Movements to Rackets: The Falwells Rise and Fall
Eric Hoffer, in his book The Temper of Our Time, wrote “Every great cause begins as a movement, becomes a business, and eventually degenerates into a racket.”
Hoffer’s quote is first on the screen of the movie “God Forbid: The Sex Scandal That Brought Down a Dynasty” available on HULU. The documentary tells the story of Jerry Falwell Jr., his wife Becki and Miami pool boy Giancario Granda. To make a long story short, Jerry’s in the corner watching Becki and the pool boy, doing, you know. And, it went on for seven years, eventually involving Trump attorney Michael Cohen, the Donald, and actor Tom Arnold. It’s a story that has everything: real estate, religion, sex, politics, higher education. Great viewing for the holidays.
Murray Rothbard, in a memo to F.A. Harper and George Resch about the libertarian movement and in particular the Foundation for Economic Education (FEE) and its founder Leonard Read used similar words….”the tendency for the fellow who can obtain money to be in control of policy, and the corollary tendency to begin to trim the output of the organization to what will attract the money. When the latter happens, the gathering of money begins to become the end, not the means, and the organization begins to take on the dimension of a ‘racket.’”
Murray’s memo inspired a piece called “Movements Becoming Rackets,” which expanded into a speech at the Property and Freedom Society salon “How Movements are Turned into Rackets,” reprinted on Sean Ring’s The Rude Awakening.
The common thread of the four stories, three from the speech plus the Falwells, is as the movement becomes a racket each and every time power turns to money turns to sexual exploits. Southern Law Poverty Law Center founder Morris Dees had an eye for his young staff. Hillsdale College’s George Roche had a long-running affair with his daughter-in-law. FEE’s Leonard Read has been called the “Wilt Chamberlain of the Liberty movement.”
The Falwells take the sexcapades to a whole new level. While the other non-profit Alpha males did their own bedding, Jerry couldn’t keep up with his wife and stood not-so-idly by while Mr. Granda and Becki did their business.
Jerry Jr. was more a businessman than his father Jerry who founded the Moral Majority. The Wall Street Journal explains Jerry Sr.’s move into politics in its review of “God Forbid.”
What got the elder Falwell involved in politics is perhaps the most intriguing part of the tale, aside from the hotel shenanigans: When, in the late ’50s, racial integration was imposed on Southern schools, churches started their own. But when the IRS threatened to remove the tax exemptions of those still-segregated schools, Falwell decided that he and people like him needed friends in high places—i.e., Washington. His “Old-Time Gospel Hour” was devoted to promoting what are usually referred to as family values, though it was an evolving agenda: As recalled by Anthea Butler, chair of religious studies at the University of Pennsylvania, Falwell Sr. didn’t preach his first anti-abortion sermon until five years after Roe v. Wade. But, by then, abortion had been agitated into a useful political issue.
Of course the hypocrisy of the Falwells is extraordinary. Booze, sex and even provocative dress are banned at Liberty University. Jerry Jr. was let go from the university and lawsuits between him and Liberty are ongoing. He doesn’t deny his wife’s affair with the young pool boy turned real estate operator. He continues to deny that he watched.
Lynchburg, Virginia, once a mandatory stop for Republican candidates, will not be a required stop for Republicans on the campaign trail in 2024.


**BRIEF:**
Type out the records that follow, exactly as given.

**Excerpts from a figure dataset:**
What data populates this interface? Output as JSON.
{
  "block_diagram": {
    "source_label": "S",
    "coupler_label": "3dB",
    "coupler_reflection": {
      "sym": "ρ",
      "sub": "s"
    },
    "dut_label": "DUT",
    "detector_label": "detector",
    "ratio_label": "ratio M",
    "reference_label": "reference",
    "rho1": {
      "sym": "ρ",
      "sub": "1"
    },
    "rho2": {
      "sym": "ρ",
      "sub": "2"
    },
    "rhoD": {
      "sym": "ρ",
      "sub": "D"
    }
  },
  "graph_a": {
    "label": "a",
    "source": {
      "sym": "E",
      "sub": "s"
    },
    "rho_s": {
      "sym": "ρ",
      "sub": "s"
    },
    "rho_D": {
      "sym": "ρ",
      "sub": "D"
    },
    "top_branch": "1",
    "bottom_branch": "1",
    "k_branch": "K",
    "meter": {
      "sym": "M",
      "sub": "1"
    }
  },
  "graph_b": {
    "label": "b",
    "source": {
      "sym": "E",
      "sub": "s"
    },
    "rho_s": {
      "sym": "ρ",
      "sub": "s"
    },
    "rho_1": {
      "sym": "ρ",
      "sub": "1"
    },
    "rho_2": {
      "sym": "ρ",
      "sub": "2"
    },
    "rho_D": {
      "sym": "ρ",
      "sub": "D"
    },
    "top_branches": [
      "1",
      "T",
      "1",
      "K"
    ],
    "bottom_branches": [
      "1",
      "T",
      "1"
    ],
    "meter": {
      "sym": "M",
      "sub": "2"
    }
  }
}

**TASK SOLUTION:**
What data populates this interface? Output as JSON.
{
  "block_diagram": {
    "source_label": "S",
    "coupler_label": "3dB",
    "coupler_reflection": {
      "sym": "ρ",
      "sub": "s"
    },
    "dut_label": "DUT",
    "detector_label": "detector",
    "ratio_label": "ratio M",
    "reference_label": "reference",
    "rho1": {
      "sym": "ρ",
      "sub": "1"
    },
    "rho2": {
      "sym": "ρ",
      "sub": "2"
    },
    "rhoD": {
      "sym": "ρ",
      "sub": "D"
    }
  },
  "graph_a": {
    "label": "a",
    "source": {
      "sym": "E",
      "sub": "s"
    },
    "rho_s": {
      "sym": "ρ",
      "sub": "s"
    },
    "rho_D": {
      "sym": "ρ",
      "sub": "D"
    },
    "top_branch": "1",
    "bottom_branch": "1",
    "k_branch": "K",
    "meter": {
      "sym": "M",
      "sub": "1"
    }
  },
  "graph_b": {
    "label": "b",
    "source": {
      "sym": "E",
      "sub": "s"
    },
    "rho_s": {
      "sym": "ρ",
      "sub": "s"
    },
    "rho_1": {
      "sym": "ρ",
      "sub": "1"
    },
    "rho_2": {
      "sym": "ρ",
      "sub": "2"
    },
    "rho_D": {
      "sym": "ρ",
      "sub": "D"
    },
    "top_branches": [
      "1",
      "T",
      "1",
      "K"
    ],
    "bottom_branches": [
      "1",
      "T",
      "1"
    ],
    "meter": {
      "sym": "M",
      "sub": "2"
    }
  }
}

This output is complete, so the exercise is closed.